The Welfare State We're In, The website of the book by James Bartholomew
April 20, 2010
Tuesday
Mean-spirited and hypocritical opposition to free schools

I went to a debate entitled 'Free Schools - Yes or No?' featuring Toby Young, in favour of them, and Kevin Courtney, deputy general secretary of the National Union of Teachers (NUT), last night.

I found the the arguments against free schools depressing in that they were so thin, mean-spirited and, in a sense, hypocritical.

The hypocrisy was revealed when Kevin Courtney argued against free schools because, as he thought, the idea was to give places on a first-come, first-served basis. He said that this would 'cut out incompetent parents' who might be slow off the mark. In saying this, he gave the game away. He showed that he had no doubt that parents - both competent and incompetent - would want their children to go to such schools. He implicitly accepted the idea that parents would think that their children would do better there. In other words, unless he thinks parents are stupid, he thinks these schools would be better than the existing state schools.

So, he wishes to prevent the opening of schools that are better than the existing state schools. Yet at the same time he argues that the existing state schools are perfectly good. That is hypocrisy and double-talk. His arguments are self-contradictory.

This is part of what made me think that his motivation - and that of other opponents of free schools - is not to be found in the actual arguments used but in what you might call the behavioural psychology of education politics.

The opponents of free schools, I suspect, are nearly all part of the state system and deep down they want to prevent any suggestion that the teaching they give can be improved upon. Psychologically they feel it is a challenge to their belief in the value of their own work. It is thus a function of vanity, not of altruism or socialist ideology or anything of that sort. There is also, perhaps, an element of a desire to control everything in education - a desire that their control should not be challenged by parents, children, private provision, charitable provision or anything else. They know best. There is something distinctly unpleasant and Orwellian about their opposition.

It is sad to hear people who want to prevent the creation of schools that would serve children better.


What you should do: Scan the data that follows and count the lines with the string "Umbrella"; answer with the count alone.

Dataset rows describing interfaces
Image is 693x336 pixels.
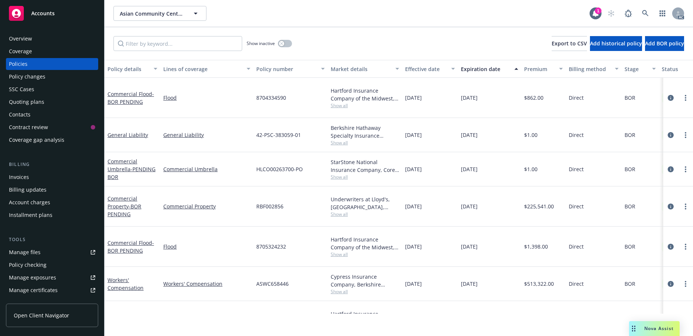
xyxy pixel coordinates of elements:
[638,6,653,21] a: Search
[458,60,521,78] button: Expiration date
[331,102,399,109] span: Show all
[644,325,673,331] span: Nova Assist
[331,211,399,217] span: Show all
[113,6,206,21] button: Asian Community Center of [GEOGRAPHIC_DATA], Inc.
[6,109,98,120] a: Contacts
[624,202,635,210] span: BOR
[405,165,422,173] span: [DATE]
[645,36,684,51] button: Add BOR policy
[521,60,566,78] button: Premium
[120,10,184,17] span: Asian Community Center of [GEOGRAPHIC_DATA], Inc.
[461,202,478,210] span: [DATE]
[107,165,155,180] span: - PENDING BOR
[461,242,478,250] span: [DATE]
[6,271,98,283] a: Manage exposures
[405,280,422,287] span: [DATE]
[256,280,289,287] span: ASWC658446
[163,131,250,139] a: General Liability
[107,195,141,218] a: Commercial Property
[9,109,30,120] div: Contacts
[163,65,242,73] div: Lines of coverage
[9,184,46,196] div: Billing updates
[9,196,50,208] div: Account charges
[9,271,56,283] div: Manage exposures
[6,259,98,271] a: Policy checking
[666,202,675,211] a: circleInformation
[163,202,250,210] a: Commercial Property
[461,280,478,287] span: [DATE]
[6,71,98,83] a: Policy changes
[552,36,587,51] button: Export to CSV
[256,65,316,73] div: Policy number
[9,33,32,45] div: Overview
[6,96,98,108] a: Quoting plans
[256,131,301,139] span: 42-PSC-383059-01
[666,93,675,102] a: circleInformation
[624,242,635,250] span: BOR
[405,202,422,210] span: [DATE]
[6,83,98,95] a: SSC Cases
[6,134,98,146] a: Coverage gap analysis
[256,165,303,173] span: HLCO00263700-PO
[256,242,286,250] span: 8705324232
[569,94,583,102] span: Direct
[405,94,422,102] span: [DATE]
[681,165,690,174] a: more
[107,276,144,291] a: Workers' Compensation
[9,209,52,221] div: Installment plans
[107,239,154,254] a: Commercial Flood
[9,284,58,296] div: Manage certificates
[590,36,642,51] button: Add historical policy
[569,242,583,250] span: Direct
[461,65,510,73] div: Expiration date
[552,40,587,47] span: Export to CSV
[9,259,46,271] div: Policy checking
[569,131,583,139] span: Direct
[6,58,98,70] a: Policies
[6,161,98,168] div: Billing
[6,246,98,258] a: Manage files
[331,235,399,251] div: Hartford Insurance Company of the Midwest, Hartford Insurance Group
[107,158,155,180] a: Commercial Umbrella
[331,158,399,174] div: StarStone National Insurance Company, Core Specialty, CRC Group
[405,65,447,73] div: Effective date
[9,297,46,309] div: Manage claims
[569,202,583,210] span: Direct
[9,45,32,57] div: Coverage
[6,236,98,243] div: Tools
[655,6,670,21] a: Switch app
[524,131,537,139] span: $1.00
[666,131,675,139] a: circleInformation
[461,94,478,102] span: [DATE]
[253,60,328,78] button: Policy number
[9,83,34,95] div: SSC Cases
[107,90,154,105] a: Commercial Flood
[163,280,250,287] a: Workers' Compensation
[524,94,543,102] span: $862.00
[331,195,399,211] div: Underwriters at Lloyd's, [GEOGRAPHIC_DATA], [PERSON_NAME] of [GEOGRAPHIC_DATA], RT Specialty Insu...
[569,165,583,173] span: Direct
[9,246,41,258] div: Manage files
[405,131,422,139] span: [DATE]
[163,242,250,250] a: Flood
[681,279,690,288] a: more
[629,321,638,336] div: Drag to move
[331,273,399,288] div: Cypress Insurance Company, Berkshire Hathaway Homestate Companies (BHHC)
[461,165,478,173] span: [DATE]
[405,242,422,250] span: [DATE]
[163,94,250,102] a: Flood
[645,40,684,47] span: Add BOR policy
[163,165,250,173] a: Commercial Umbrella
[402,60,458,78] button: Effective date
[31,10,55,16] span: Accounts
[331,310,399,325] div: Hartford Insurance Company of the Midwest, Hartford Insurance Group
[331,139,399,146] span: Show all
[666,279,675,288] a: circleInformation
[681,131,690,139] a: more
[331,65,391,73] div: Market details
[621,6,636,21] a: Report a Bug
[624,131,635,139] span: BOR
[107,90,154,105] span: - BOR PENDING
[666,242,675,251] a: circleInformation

--

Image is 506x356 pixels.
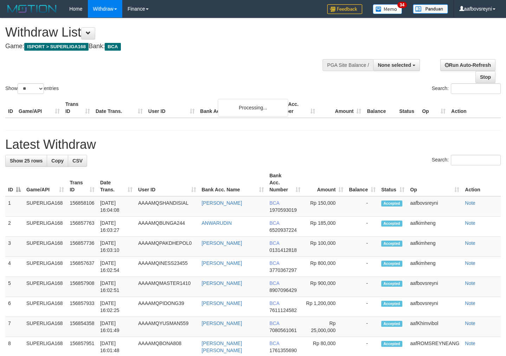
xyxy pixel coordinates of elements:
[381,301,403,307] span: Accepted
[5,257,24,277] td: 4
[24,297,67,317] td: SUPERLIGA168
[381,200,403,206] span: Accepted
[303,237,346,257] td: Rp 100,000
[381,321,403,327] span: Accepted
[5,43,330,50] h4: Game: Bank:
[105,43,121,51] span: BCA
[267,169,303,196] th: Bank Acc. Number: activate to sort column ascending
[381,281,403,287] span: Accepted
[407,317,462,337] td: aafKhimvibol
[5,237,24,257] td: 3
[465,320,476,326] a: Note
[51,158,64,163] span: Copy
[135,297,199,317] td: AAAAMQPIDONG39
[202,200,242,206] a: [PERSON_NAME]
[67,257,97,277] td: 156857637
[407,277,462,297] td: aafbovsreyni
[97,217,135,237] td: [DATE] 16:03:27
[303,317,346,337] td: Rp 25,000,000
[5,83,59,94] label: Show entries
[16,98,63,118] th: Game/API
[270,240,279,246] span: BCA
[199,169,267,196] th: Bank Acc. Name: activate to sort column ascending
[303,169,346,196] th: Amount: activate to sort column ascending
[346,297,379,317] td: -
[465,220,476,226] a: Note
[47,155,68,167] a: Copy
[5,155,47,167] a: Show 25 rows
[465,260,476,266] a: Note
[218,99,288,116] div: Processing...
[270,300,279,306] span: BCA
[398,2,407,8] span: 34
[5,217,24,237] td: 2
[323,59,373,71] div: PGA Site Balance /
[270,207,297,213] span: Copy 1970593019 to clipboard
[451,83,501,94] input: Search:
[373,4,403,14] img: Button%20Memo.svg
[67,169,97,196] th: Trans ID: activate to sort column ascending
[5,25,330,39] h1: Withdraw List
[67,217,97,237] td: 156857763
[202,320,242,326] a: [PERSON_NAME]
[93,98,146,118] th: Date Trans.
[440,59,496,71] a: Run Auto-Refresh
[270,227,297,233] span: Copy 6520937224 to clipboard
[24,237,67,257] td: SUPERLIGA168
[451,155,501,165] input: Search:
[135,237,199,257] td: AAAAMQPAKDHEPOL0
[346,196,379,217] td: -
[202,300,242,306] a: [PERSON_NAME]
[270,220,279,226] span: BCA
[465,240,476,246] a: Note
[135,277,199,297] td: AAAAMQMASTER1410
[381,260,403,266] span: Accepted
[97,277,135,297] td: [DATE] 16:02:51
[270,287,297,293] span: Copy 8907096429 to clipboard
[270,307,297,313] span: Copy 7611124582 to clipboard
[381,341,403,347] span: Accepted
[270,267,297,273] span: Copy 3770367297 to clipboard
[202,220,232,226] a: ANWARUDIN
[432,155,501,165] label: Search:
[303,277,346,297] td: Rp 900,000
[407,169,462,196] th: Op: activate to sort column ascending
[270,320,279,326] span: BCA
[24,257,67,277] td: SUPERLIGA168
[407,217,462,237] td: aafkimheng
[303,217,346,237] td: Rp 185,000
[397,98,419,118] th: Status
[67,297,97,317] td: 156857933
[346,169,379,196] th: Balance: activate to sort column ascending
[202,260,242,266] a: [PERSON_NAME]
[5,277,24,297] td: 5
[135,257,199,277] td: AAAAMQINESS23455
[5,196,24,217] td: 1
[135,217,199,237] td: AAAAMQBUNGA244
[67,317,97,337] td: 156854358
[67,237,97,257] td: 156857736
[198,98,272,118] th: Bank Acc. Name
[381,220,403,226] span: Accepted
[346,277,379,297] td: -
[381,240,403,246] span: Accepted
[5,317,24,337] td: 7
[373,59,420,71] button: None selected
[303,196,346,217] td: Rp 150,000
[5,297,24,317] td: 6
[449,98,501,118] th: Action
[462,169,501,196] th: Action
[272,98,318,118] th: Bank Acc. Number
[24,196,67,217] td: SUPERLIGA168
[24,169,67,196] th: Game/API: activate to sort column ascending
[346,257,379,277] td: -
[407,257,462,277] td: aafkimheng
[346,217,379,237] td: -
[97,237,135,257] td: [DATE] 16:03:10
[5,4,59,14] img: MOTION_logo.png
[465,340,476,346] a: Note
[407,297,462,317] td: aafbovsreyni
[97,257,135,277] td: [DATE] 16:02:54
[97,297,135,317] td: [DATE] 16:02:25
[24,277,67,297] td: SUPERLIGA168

Task solution: 2